Britain, of course, was another matter. I had worked for the British Council for some years and rubbed shoulders on a daily basis with the products of Eton and Harrow. Their condescension towards other Europeans was beyond satire, and in many ways it was clear they were never going to play a serious role in the European project. But no one saw terrorism allegedly inspired by religious beliefs as the upcoming danger to the European way of life.

In our own personal case, it had brushed against our lives often enough before Las Ramblas. My wife had spent her childhood near Nice, and for her the Promenade des Anglais was the scene of many happy childhood memories. We had met cartoonists from Charlie Hebdo, and we were no strangers to the Bataclan and the cafes of the 10th and 11th arrondisements in Paris. Soon after we came to live in Ireland in 2003, our Amsterdam neighbour and colleague Theo Van Gogh was murdered for making an allegedly "blasphemous" film about Islam with Ayaan Hirsi Ali. My wife often dined with her at the home of mutual friends, while heavily armed guards kept guard outside the Dutch suburban house.

Ultimately of course, this is not a coincidence. We, people like myself and my wife, are the target audience.
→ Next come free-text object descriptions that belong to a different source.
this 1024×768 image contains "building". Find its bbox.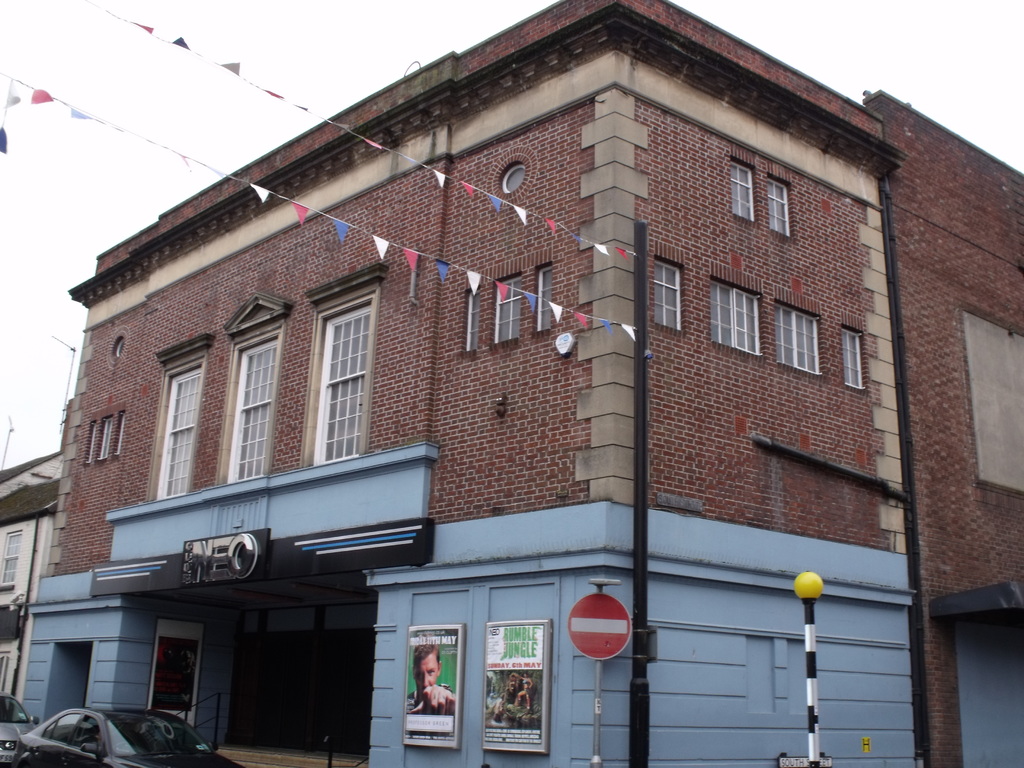
x1=0, y1=445, x2=59, y2=700.
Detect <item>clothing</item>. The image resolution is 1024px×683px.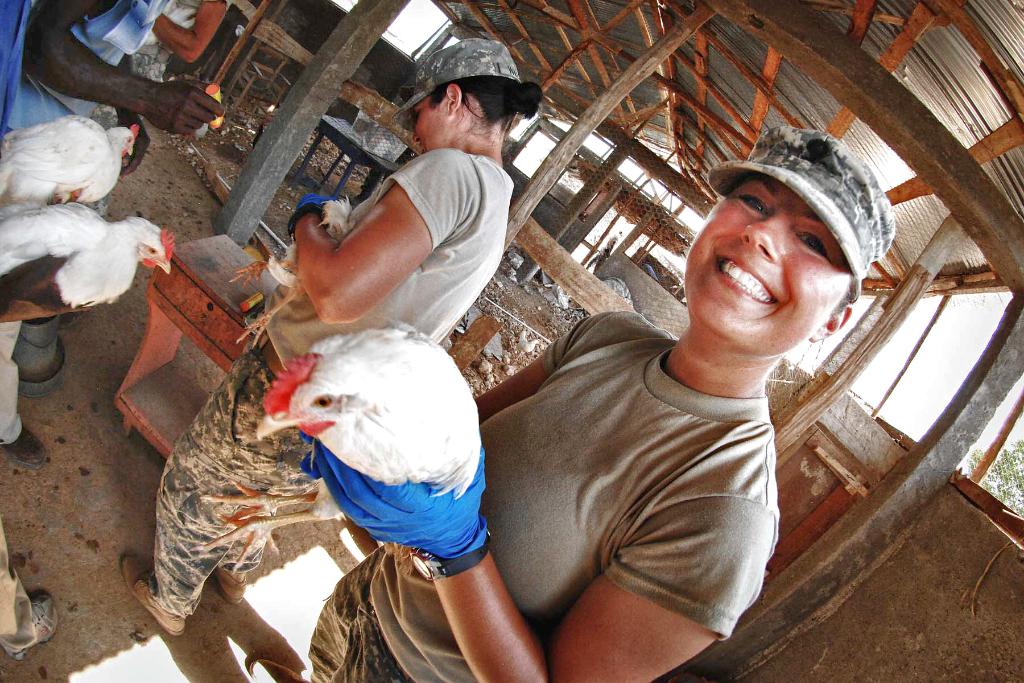
pyautogui.locateOnScreen(124, 0, 240, 109).
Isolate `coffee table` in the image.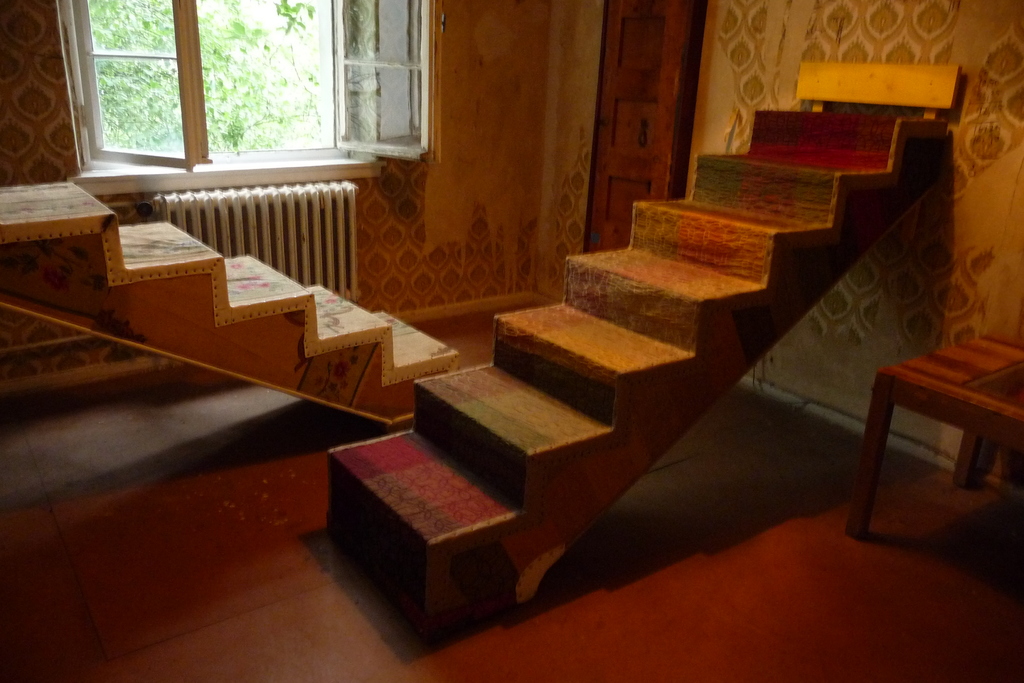
Isolated region: 856, 309, 1017, 559.
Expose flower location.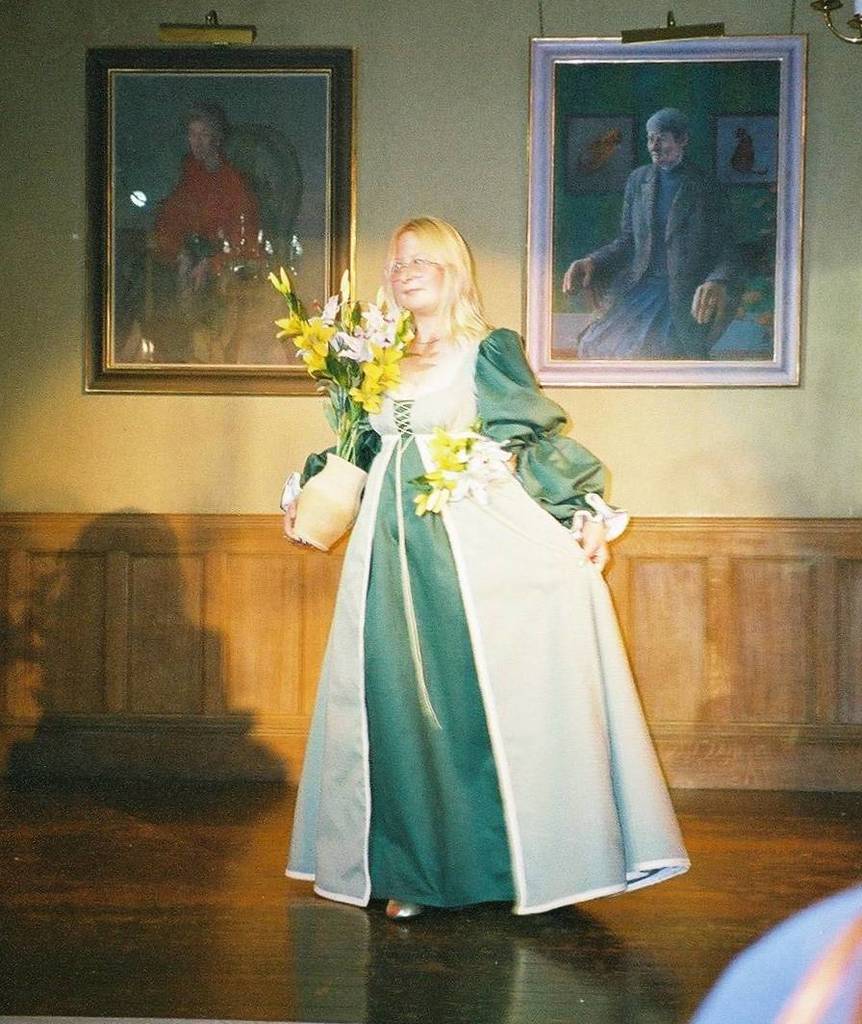
Exposed at x1=461, y1=439, x2=510, y2=475.
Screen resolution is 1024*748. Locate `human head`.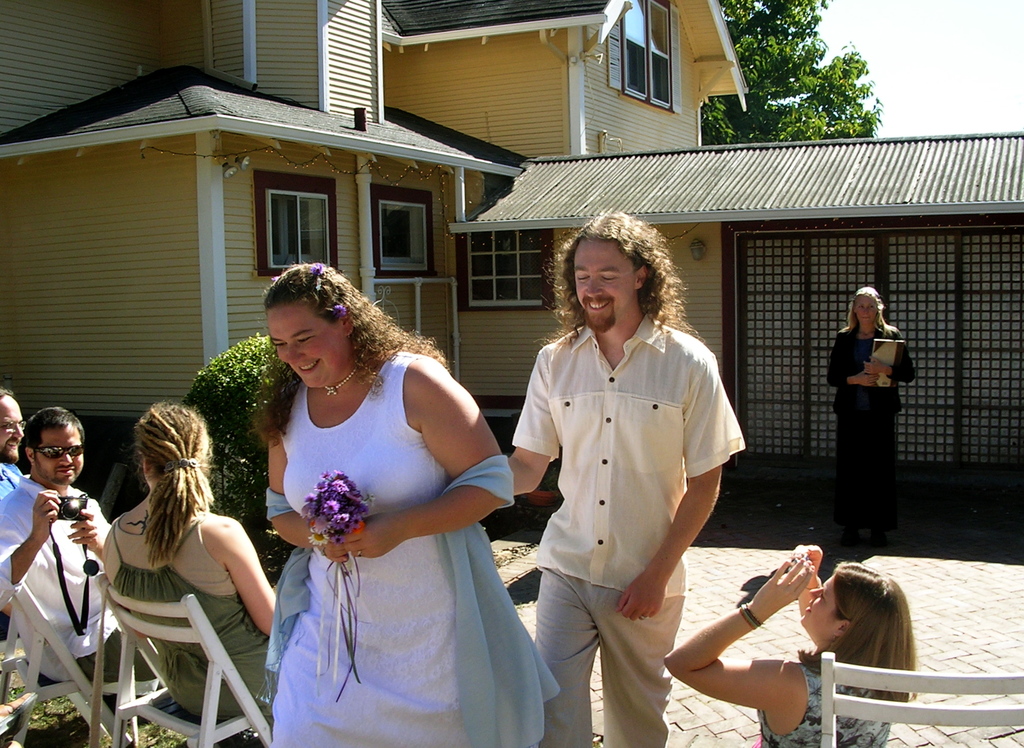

There are millions of people like us, more or less privileged, more or less white, middle class and secular, who walk down the Ramblas, the Promenade des Anglais, and the Boulevard Voltairel, who enjoy and fully appreciate the freedom to live and work in whatever European city takes your fancy. For a brief window of time, this was something we took for granted. Now we have to think about it, and face some hard facts.

Firstly, some commentators refuse to face the fact that this is an enemy within – many of these people are born and raised at the heart of the European society, in the great cities of Paris and Brussels, but apparently feel no allegiance to it. We need to ask why. At best we suffer from complacency , at worse it is a case of the trahison des clercs. We have failed to sell the European idea sufficiently to people who don't see the value of it. Witness the dismal and reprehensible failure of the English left to persuade their voters to vote in their own self-interest.

The culture war

So what should we do? A few years ago I was teaching a group of teachers from the various European countries. After some talk, I realised that this disparate group of Germans, French, Italians, Austrians and myself all had one thing in common: we all had grandfathers and great grandfathers who had fought and in some cases died in the first World War. And it gave us a special feeling to have this shared history, the difference in the colour of the uniforms fading away. We could congratulate ourselves for being the first generation of Europeans in a long time who would live their lives untouched by war. We were wrong. The kulturkampf – the “culture war” – of free ideas in a secular society against the tyranny of religion, which would define modern Europe, started in the 1840s. It is time to recognise that that particular war is not over yet. And it is one we need to keep fighting if Europe is is to survive.